We have a design with four ptd08a006w providing four different supplies. The four ptd08a006w share one inhibit line that is pulled-up via a 10kΩ resistor to 3.3V (generated by the controlling UCD). These are the only five connections to this line. (four modules, one pull-up).
One of our systems has developed a fault after nearly a month in operation in which the inhibit line goes to less than 1.2V, causing all four modules to shut-down. Under this condition I measure from 1.5kΩ to 700Ω to ground (variable depending on condition, see below, but independent of measurement polarity ). On the running system, the inhibit line remains at around 3.33V (depending on the UCD supply, of course; which in this system is around 3.38V).
The fault is intermittent, in the sense that when I probe the INH line with a multimeter that can push up to 1mA into it, the fault will go away (for a day or more) and the impedance to ground would raise to 14kΩ or so. This is a reliable way to get the modules to start again. Measure with the multimeter, wait for the impedance to raise above 10kΩ, then power the system up. A lower-current multimeter would not change the fault condition. We have thoroughly verified the connections, and ensured that there is no solder or flux residue present on them.
I cannot find any documentation regarding the circuitry behind the INH line, and I see no obvious reason for an intermittent fault that gets cleared by the simple fact of measuring it. We have no obvious way to isolate which one of the modules is at fault without removing each module individually. I could simply try to use a smaller value pull-up (e.g., 1kΩ) and hope that it works, but I would like to know what is the root cause of this problem.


(PROBLEM): Your response should reproduce every line of the entries that contains the word "span".

(Website and app data records)
::::::::

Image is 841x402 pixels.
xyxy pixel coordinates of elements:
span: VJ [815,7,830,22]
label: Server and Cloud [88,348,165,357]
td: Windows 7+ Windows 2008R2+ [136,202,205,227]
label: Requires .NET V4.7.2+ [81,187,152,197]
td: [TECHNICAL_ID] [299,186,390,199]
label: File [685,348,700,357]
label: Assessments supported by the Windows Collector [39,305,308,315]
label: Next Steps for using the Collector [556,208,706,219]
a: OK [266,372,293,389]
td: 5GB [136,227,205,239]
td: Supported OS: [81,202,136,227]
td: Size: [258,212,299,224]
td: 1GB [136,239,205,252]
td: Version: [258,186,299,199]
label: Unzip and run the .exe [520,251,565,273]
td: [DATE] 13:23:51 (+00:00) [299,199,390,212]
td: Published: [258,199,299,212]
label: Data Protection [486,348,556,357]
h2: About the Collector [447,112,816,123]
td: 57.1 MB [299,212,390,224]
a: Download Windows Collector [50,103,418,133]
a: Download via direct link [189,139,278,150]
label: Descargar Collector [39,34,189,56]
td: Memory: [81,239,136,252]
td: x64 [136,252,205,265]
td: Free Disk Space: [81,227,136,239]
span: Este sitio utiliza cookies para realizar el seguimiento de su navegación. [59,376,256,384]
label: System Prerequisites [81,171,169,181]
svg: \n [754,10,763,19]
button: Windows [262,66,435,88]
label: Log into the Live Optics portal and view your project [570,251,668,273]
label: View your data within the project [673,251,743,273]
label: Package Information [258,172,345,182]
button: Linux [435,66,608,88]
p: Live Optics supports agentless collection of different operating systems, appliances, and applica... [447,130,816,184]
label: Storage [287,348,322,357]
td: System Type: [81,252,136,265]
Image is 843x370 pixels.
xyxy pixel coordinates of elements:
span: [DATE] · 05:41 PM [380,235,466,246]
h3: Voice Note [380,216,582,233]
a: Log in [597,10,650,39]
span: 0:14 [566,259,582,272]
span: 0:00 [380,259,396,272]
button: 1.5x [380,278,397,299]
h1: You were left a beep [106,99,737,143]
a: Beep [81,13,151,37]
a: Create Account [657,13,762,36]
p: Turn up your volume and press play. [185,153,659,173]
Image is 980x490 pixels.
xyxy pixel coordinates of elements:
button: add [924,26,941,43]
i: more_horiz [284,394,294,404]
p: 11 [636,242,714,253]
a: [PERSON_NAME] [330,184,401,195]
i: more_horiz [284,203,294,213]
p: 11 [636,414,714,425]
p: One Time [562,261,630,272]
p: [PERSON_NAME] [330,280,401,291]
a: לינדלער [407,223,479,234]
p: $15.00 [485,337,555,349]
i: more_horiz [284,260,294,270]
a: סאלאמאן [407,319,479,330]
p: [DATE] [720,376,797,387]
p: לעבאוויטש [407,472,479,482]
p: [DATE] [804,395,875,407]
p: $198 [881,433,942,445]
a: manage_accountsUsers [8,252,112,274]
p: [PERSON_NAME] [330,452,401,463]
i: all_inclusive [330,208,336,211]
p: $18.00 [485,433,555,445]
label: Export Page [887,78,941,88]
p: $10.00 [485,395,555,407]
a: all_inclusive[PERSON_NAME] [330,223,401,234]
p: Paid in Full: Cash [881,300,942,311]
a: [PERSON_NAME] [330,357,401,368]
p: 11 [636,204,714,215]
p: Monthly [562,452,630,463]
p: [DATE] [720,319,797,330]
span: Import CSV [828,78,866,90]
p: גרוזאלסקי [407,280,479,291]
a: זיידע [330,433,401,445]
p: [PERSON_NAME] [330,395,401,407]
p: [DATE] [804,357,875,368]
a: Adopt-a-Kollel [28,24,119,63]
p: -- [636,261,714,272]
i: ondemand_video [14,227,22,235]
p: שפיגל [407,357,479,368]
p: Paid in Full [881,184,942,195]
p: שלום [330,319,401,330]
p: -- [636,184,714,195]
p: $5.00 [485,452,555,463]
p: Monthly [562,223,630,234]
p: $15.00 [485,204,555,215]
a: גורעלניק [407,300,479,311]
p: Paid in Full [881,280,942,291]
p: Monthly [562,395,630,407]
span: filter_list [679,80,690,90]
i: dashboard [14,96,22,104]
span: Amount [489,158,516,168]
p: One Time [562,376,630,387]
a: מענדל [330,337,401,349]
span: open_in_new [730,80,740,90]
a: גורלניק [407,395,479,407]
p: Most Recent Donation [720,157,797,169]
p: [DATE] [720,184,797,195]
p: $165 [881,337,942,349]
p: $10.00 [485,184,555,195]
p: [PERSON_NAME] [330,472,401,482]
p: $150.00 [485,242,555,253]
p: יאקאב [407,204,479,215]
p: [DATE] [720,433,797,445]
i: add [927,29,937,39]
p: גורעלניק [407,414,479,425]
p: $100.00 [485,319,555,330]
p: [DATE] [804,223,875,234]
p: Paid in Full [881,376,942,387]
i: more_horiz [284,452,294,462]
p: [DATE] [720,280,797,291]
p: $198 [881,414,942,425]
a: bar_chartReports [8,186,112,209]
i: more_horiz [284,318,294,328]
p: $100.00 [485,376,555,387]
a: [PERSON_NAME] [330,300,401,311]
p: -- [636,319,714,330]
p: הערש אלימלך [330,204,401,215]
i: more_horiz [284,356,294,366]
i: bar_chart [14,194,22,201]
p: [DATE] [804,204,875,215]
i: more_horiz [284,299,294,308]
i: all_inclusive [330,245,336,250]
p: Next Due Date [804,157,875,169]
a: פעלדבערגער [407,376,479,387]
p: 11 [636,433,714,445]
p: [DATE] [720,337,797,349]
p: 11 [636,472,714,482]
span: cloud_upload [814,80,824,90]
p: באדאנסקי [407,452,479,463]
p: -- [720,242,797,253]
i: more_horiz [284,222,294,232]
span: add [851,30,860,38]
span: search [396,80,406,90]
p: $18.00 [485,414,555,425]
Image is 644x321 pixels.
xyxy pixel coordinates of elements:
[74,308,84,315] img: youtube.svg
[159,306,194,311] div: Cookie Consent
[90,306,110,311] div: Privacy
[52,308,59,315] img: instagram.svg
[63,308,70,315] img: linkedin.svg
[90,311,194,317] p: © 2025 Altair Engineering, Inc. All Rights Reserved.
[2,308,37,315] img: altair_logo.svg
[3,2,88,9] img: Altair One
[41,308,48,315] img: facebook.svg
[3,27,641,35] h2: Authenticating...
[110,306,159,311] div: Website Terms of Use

::::::::

(SOLVED EXERCISE):
span: VJ [815,7,830,22]
span: Este sitio utiliza cookies para realizar el seguimiento de su navegación. [59,376,256,384]
span: [DATE] · 05:41 PM [380,235,466,246]
span: 0:14 [566,259,582,272]
span: 0:00 [380,259,396,272]
span: Import CSV [828,78,866,90]
span: filter_list [679,80,690,90]
span: Amount [489,158,516,168]
span: open_in_new [730,80,740,90]
span: cloud_upload [814,80,824,90]
span: add [851,30,860,38]
span: search [396,80,406,90]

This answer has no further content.